The laughter of Yitzchak. This laughter is the comfort to a man with his mind in the heavens and his body sunk in a morass of needs; his soul telling him that he lives eternally, and encroaching mortality claiming each moment, dragging him helpless to a futile end.... The lesson that Yitzchak teaches us from his vantage point on the Altar is that life cannot, and need not, be justified. Suffering does not diminish life, for as we share life as God's partners in Creation, there is no futility. Angels on high see only the futility, vainness and suffering of Man, but Yitzchak provides the Jew with humor, a laughter that makes it possible to see the harmony of paradox, to go beyond abstract explanations to true perspective. If man has no innate dignity and meaning, then there is nothing funny in his slipping on the banana peel - it would be no more funny than a beetle on its back. And if man's value were only in his moment, the banana peel would be tragedy, as great an embarrassment as death. Laughter, Yitzchak, is the balance, the hairsbreadth difference between the sobbing over our heartache and the rejoicing in our madcap adventure of living."(ibid., pages 226-229)
All this is good Torah for the individual, but what about the nation? In his long manifesto (Neshama Am Aleha) on the issue of the mission of religious Zionism, Rabbi Tau quotes from letters of Rabbi Kook to the Mizrachi leaders of his day. The goal is to spark a national teshuva, a return to our National Soul. Here again, Rabbi Kook speaks of the very same idea of uniting soul to daily life, and uniting all individuals to the whole, so that not only one segment of the Nation, but all its segments is affected and vivified: The idea is to unite the "koach hamaamin" ("the believing force"), which is the heart of the nation, with the actuality of the return to Zion. Although in other nations simple nationalism, an expression of the lower, human soul of man, is seen ("and even that is under attack by the proponents of the 'global village', causing secular Zionism's trauma and collapse," according to Rabbi Tau), in Israel, "the longing for national life springs from a source that is the Holy of Holies, the National Soul."

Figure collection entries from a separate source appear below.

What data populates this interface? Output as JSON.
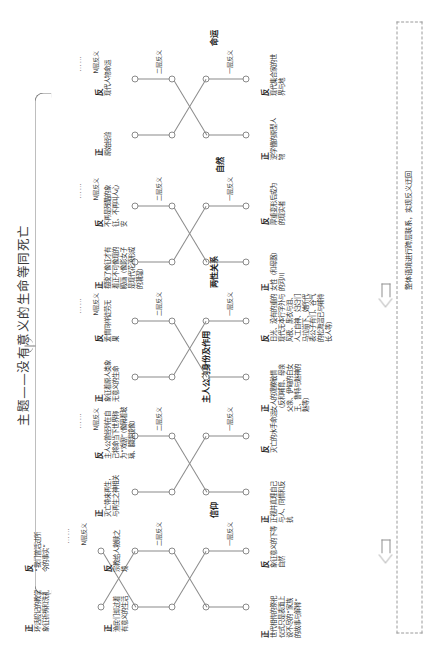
{
  "title": {
    "prefix": "主题",
    "dash": "——",
    "text": "没有意义的生命等同死亡",
    "full": "主题——没有意义的生命等同死亡"
  },
  "levels": {
    "l1": "一层反义",
    "l2": "二层反义",
    "ln": "N层反义",
    "dots": "……"
  },
  "polarity": {
    "positive": "正",
    "negative": "反"
  },
  "feedback": {
    "label": "整体语境进行跨层联系，实现反义迂回",
    "arrow_icon": "left-arrow-icon"
  },
  "branches": [
    {
      "category": "信仰",
      "level1": {
        "positive": "世代相传的祭祀仪式只是表面上说不尽的“家族的故事与解释”",
        "negative": "象征意义的下等自然"
      },
      "level2": {
        "positive": "渔民们却过着有意义的生活",
        "negative": "宗教给人救赎之境"
      },
      "leveln": {
        "positive": "环话般记的教堂象征祈祷和洗礼",
        "negative": "“我们曾活过所今的事实”"
      }
    },
    {
      "category": "主人公的身份及作用",
      "level1": {
        "positive": "正视并真理自己与人、同情和反抗",
        "negative": "灭亡的水手命运"
      },
      "level2": {
        "positive": "灭亡带来再生，与再生之神相关",
        "negative": "主人公曾经列在自己将命当下世界称为“戏剧”（像隔着玻璃、朦胧镜像）"
      },
      "leveln": {
        "positive": "",
        "negative": ""
      }
    },
    {
      "category": "两性关系",
      "level1": {
        "positive": "女人的观察敏情（反和哺育、母亲父亲、伊甸的白女王、鲁特与魅神的魅等）",
        "negative": "日光、没有的重的现代无本行字外与风夜、黑衣与泪、人工自神、妇妇们马拉崩下、她所代表公子有们、谷气的松海温已与哺待长人等）"
      },
      "level2": {
        "positive": "象征着原人类象无意义的生命",
        "negative": "爱情同样徒劳无果"
      },
      "leveln": {
        "positive": "",
        "negative": ""
      }
    },
    {
      "category": "自然",
      "level1": {
        "positive": "女性（和母器）的河川",
        "negative": "厚重变形后成为的现实者"
      },
      "level2": {
        "positive": "摆脱了像征才有着正不可像现的殿画（像影女子是现代花源形成的潮湿）",
        "negative": "不再是残酷的象征、不再叫人心安"
      },
      "leveln": {
        "positive": "",
        "negative": ""
      }
    },
    {
      "category": "命运",
      "level1": {
        "positive": "逆学懂的原型人物",
        "negative": "现代集合家的世界与地"
      },
      "level2": {
        "positive": "原始经验",
        "negative": "现代人物命运"
      },
      "leveln": {
        "positive": "",
        "negative": ""
      }
    }
  ]
}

On the practical level, Rabbi Kook speaks of a national, person-to-person educational campaign, as well as a total boycott of the typical negative attacks that typify the political scene. Certainly, this directs us to bloodless attacks on our adversaries on the Left, such as we saw waged by religious Zionism against the Disengagement (as horrible and evil as the attack on Gush Katif was, at least no one was killed).



The Left is collapsing, with no ideas remaining. Even astute men are left clutching at straws already proven to be of no use. For example, Ari Shavit, no one's fool, has said that now that all options for peace have failed us, we have to turn to diplomacy. This, despite the fact that he sees the last two foreign embassies retreating from Jerusalem and the US State Department declaring that it will give in to Iranian nuclear blackmail, and make Israel the fall guy in the diplomatic game to be played. Events will wake Jews up, and with the rate of historical changes at breakneck speed, "believing" Zionists will find much more receptive ears and hearts than in the past.



This Rosh HaShanah, may the Almighty bless the Jews with a return to our roots, so that peace, health, prosperity and brotherhood return to the land of Israel.